“Experience Contains More Ideas than We Have Words”: Created Co-Creator as Science and Symbol
From the Metanexus lecture series “By Nature Creators: Coming to Terms with Human Nature”
I. Creating Meaning in a World of Surplus Ideas
If this were a sermon, its text would be a passage from Paul Ricoeur’s book, Interpretation Theory: “Because our experience of the world provokes more ideas than we have words to express them, we have to stretch the words we do have beyond their ordinary use in order to express the ideas that our experience of the world has generated” (Ricoeur 1976, 48). Our experience of the world generates more ideas than we have words for. That is what I want to explore this evening.
We are always in the situation that Ricoeur calls a “surplus of meaning.” This is the seedbed in which our lives emerge. This is the refining fire in which the days of our lives are forged.
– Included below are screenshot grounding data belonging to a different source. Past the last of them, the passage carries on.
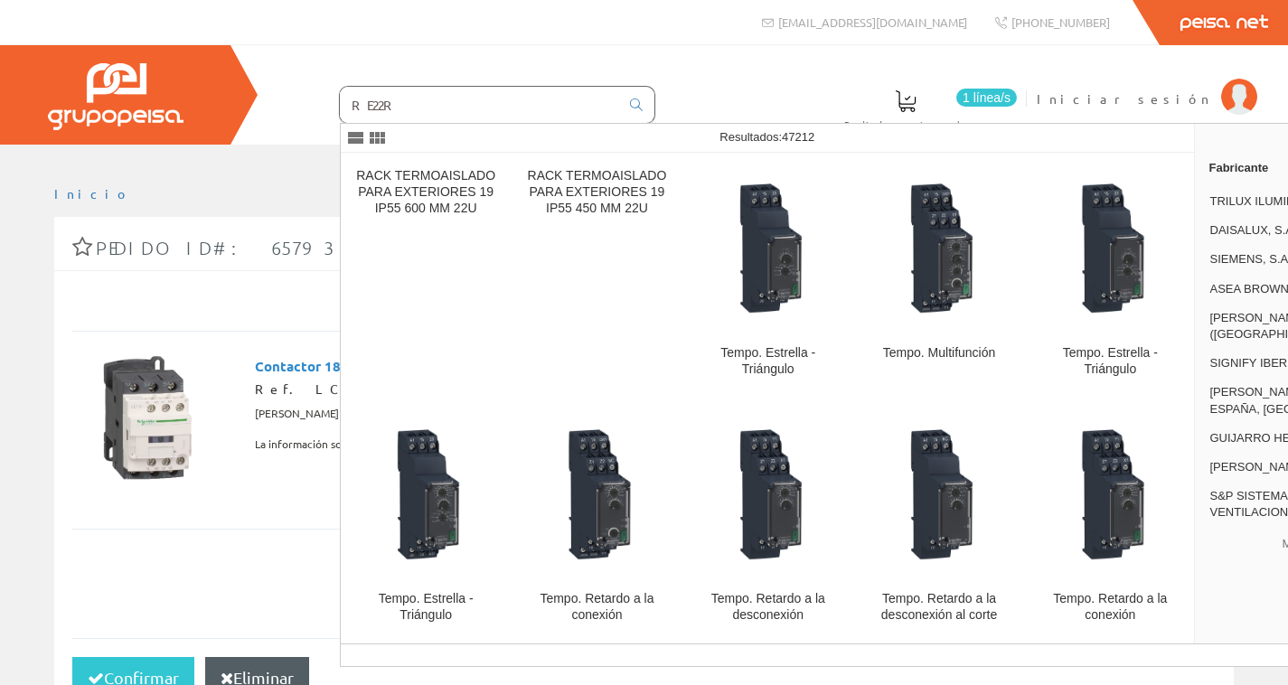  What do you see at coordinates (597, 276) in the screenshot?
I see `a: RACK TERMOAISLADO PARA EXTERIORES 19 IP55 450 MM 22U` at bounding box center [597, 276].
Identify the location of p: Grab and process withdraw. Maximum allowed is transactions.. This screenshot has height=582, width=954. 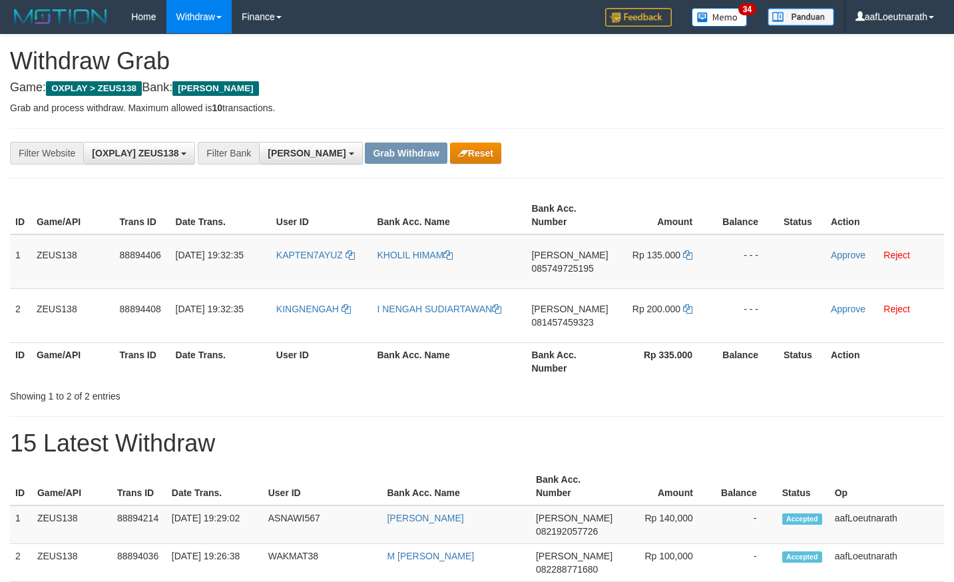
(476, 108).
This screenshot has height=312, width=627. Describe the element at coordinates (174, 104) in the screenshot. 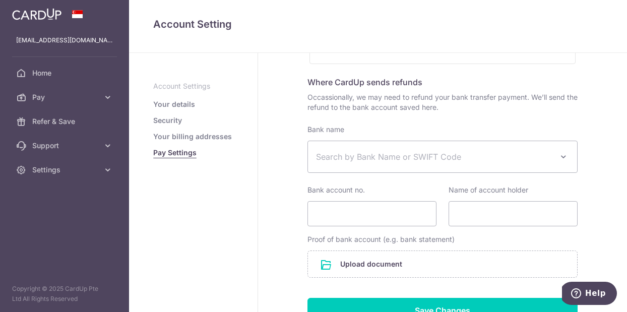

I see `a: Your details` at that location.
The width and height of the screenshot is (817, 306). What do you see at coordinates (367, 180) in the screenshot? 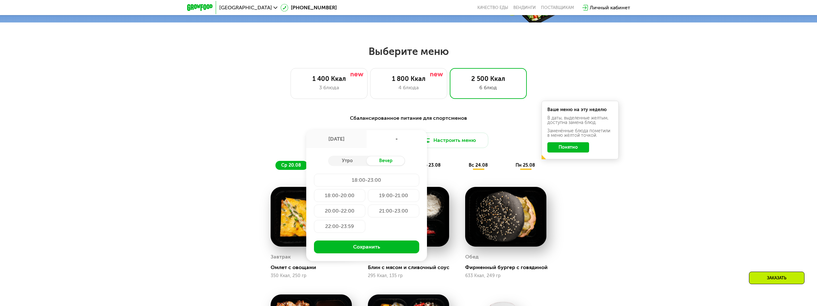
I see `div: 18:00-23:00` at bounding box center [367, 180].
Neuroscientist Terrence Deacon calls it “a world of full of abstraction, impossibilities, and paradoxes,” “a shared virtual world.” We are the only species that “has ever wondered about its place in the world, because only one evolved the ability to do so.” No other species on earth seems able to follow us into this virtual world of ideas (Deacon 1997, 1-2).
We take this all for granted. We take for granted what Deacon calls the “evolutionary anomaly,” that we ask about our place and seek the meaning of this virtual world. I want to explore what we take for granted; I want to ponder its significance with you for a moment, especially its significance for the issues we have worked through in this series of sessions together. To begin with, I’ll hang my thoughts on two pegs: our minds and our language.
Our Minds
Today, we often say that we are hard wired for meaning. A hundred years ago, William James said experience is not given to us as orderly and meaningful, but rather our minds are “an essentially teleological mechanism” that brings order to our experience of the world. He goes on to say,
“The world’s contents are given to each of us in an order so foreign to our subjective interests that we can hardly by an effort of our imagination picture to ourselves what it is like. We have to break that order altogether … we break it into histories, and we break it into arts, and we break it into sciences; and then we begin to feel at home” (James 1962, 7).
Hyper-sensitive agent detection is fundamental to our cognitive processes. It is a way of talking about what Deacon calls the anomaly of evolution-a species that wonders about its place in the world. Some researches believe that HAAD points to the source of religion. In earlier times, many of these detected agents were treated as powers, even deities. Cognitive science of religion studies this propensity to assume a sacred or even divine agency in the world and in our own lives. Nowadays, we consider most of these powers to be causes and therefore the object of scientific study. Accordingly, a cognitive science of science might argue that science is grounded in this same search for agency, not as a divine energy, but as causes that underlie the phenomena and events of our world. The physician, the physicist, and the rabbi/priest may indeed all be expressing the same fundamental character of the human mind, namely, to investigate underlying agency in the world. For the physician that agency may be bacteria, for the physicist, the behavior of particles, and for the rabbi/priest, God.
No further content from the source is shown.